Back in April, Jeff Grubb participated in the A to Z challenge with an alphabetical jaunt through fantasy worlds, with a focus on game worlds. Jeff's short summaries, occasionally with anecdotes, are well worth reading. I learned a lot, partly because if I had the gumption to attempt the same alphabetical sally, my worlds could only have overlapped with Jeff's by six or seven letters.
I particularly liked Z is for Zothique (because I sometimes forget about Clark Ashton Smith and wish I didn't), U is for Underdark (I'd forgotten that Jeff helped name it), S is for Stormfront (which is one of those moments of alternate world wot-the-hell history, I had no idea TSR almost had a game partially inspired by Winsor McCay drawings), M is for Minaria (again, I didn't know anything about the Divine Right world), A is for Amber (because I completely agree about the re-readability of the original five-volume series, and have been sharing it with new readers), and G is for Glorantha (because, yes, Greg Stafford's Glorantha is my favorite game world, and also where the rest of this post is headed!).
Jeff's take on Glorantha is concise and personal and perfectly captures the world's core conflict, the Hero Wars confrontation between worshipers of the Red Moon goddess (urbane sophisticates, but allied with ultimate Chaos) and worshipers of the air god Orlanth (resolutely free and recklessly violent).
Personally, I owe a lot to Glorantha. It's not only my favorite example of applied mythology, it also gifted me with formative moments in youth and adulthood. Youth: the RQ bibliography that first got me reading anthropology. Adulthood: several years of employment working at Chaosium and then at A# working on King of Dragon Pass.
While working at A#, I got to play in a sense-of-wonderful Glorantha Heroquest campaign run by Jeff Richard, alongside David Dunham and Neil Robinson and seven other thanes.
Fast-forward about fifteen years, and the second-Jeff-mentioned, Jeff Richard, has co-authored a magnificent monolith of a book called The Guide to Glorantha along with Greg Stafford and Sandy Petersen. Actually it's a twin monolith of a book. It's one of those Kickstarter projects that started sane and blossomed into something flagrantly unlikely when it got funded beyond wild dreams. The Guide is being sold at a special pre-order price until July 7th, and they're running all manner of art and text previews.
The Guide isn't a game book. It's a world and mythology book, good for thinking, and if you like it also comes with a book of maps. But if you scroll a little farther down the www.glorantha.com site, you'll see that the Heroquest Glorantha book is due at GenCon, an updating of Robin D. Laws Heroquest that will be good for thinking and playing.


■ TASK ITEM: Find every line below where the string "callout" shows up, and copy those lines.

■ SOURCE MATERIAL:
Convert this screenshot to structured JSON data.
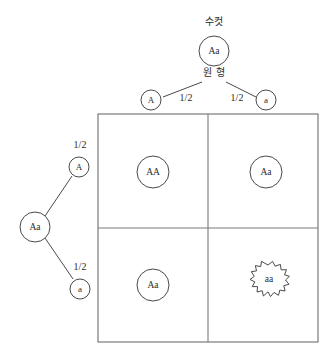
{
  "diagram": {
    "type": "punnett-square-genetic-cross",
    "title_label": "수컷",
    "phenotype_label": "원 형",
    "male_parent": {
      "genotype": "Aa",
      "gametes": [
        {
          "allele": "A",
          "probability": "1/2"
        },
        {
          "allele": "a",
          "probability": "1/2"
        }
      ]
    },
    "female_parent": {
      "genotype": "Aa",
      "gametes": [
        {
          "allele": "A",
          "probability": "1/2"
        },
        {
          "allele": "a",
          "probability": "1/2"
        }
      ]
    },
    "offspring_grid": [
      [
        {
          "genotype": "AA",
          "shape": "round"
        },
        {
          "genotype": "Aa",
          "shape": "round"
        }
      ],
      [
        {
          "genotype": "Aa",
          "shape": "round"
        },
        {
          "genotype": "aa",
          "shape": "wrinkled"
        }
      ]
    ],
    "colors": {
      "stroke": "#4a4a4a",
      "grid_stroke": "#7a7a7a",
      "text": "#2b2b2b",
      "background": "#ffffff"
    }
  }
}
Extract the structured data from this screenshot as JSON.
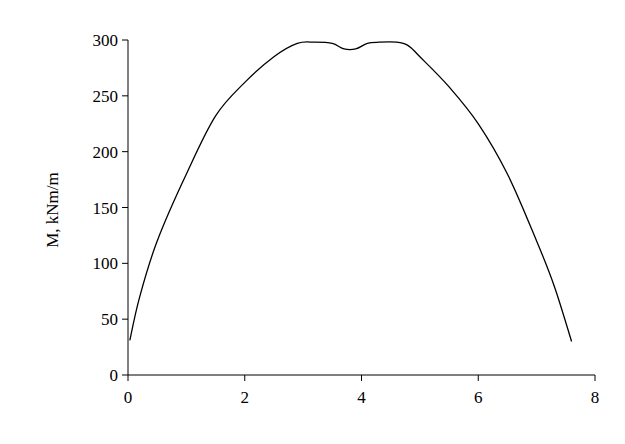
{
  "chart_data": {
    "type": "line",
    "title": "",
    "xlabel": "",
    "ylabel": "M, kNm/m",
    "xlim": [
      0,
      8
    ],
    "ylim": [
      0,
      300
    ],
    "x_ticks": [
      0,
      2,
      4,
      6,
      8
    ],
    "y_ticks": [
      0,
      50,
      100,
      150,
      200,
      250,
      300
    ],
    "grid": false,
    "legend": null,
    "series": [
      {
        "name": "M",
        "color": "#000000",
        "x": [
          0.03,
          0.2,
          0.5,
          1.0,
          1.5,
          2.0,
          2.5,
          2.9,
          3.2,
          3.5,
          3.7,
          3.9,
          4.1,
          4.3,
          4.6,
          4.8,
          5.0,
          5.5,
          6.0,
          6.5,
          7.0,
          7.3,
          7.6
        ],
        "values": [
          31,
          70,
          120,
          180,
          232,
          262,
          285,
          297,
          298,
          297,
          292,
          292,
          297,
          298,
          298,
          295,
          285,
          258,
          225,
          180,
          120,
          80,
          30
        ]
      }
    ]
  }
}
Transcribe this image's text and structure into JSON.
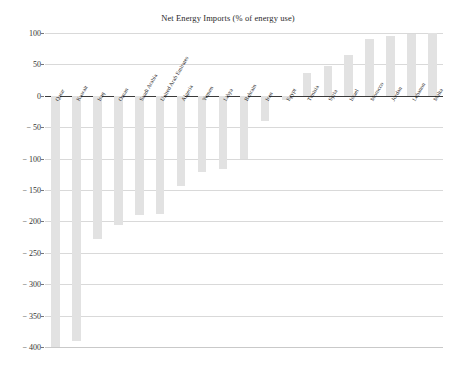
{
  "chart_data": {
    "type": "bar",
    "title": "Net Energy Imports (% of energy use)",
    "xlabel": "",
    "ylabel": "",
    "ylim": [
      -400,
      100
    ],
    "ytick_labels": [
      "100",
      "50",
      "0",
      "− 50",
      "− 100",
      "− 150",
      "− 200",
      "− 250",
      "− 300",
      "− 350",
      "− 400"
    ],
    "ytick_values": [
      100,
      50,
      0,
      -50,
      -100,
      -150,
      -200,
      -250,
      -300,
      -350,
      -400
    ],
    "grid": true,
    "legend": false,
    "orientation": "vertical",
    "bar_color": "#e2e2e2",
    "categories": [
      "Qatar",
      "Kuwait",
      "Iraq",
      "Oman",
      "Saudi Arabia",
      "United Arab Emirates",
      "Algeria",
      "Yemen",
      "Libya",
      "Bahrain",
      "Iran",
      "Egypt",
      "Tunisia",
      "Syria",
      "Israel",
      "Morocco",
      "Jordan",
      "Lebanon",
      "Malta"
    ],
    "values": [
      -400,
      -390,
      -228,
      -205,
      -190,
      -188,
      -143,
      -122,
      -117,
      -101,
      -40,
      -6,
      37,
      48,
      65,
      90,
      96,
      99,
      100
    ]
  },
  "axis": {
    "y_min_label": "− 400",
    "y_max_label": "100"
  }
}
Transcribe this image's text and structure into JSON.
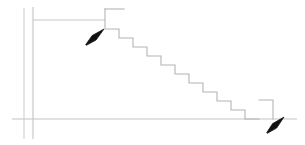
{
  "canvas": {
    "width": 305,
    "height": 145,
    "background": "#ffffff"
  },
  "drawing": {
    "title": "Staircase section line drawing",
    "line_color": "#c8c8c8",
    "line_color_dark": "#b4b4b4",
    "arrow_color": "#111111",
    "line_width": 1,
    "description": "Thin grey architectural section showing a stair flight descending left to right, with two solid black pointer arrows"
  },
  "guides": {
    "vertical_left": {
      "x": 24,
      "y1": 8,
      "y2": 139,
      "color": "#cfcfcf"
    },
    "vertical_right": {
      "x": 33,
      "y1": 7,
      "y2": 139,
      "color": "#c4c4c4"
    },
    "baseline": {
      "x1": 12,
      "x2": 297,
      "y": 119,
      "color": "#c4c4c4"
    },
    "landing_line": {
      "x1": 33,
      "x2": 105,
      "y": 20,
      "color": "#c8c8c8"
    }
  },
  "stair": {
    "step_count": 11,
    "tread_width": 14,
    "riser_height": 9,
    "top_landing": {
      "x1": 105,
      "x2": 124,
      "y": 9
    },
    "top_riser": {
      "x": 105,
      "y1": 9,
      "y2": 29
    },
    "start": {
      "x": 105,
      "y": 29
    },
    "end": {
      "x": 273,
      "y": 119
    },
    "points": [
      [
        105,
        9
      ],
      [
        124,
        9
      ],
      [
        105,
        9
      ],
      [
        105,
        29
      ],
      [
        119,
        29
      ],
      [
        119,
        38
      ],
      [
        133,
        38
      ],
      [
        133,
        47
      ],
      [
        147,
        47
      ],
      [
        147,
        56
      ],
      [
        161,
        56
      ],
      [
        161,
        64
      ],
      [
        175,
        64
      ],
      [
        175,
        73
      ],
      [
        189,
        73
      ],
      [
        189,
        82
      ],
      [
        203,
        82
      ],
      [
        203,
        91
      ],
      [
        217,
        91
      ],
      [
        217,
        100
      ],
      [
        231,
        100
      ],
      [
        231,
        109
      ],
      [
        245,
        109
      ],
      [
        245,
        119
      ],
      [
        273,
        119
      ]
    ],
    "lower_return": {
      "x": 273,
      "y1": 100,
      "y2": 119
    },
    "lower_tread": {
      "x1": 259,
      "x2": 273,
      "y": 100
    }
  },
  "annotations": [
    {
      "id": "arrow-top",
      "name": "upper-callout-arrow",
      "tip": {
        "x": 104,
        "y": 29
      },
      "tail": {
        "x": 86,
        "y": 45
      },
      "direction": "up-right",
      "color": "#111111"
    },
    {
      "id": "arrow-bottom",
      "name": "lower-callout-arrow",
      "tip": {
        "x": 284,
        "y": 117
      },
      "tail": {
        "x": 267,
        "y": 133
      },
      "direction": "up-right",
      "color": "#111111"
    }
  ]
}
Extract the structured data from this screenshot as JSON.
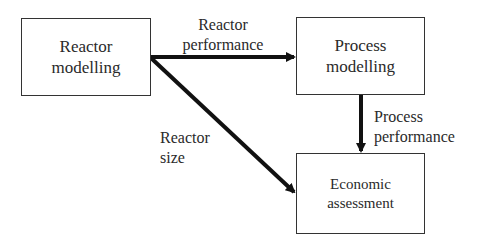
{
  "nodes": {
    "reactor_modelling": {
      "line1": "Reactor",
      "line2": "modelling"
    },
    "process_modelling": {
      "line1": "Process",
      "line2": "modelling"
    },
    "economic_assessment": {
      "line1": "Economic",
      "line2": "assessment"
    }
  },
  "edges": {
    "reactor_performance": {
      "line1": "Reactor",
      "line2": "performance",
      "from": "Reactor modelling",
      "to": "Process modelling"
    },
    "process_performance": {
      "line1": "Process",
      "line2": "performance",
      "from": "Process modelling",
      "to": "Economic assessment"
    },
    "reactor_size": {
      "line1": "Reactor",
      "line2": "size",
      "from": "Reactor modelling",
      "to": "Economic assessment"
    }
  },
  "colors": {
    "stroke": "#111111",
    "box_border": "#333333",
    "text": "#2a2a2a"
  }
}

■ RESPONSE:
      "name": "upper-callout-arrow",
      "name": "lower-callout-arrow",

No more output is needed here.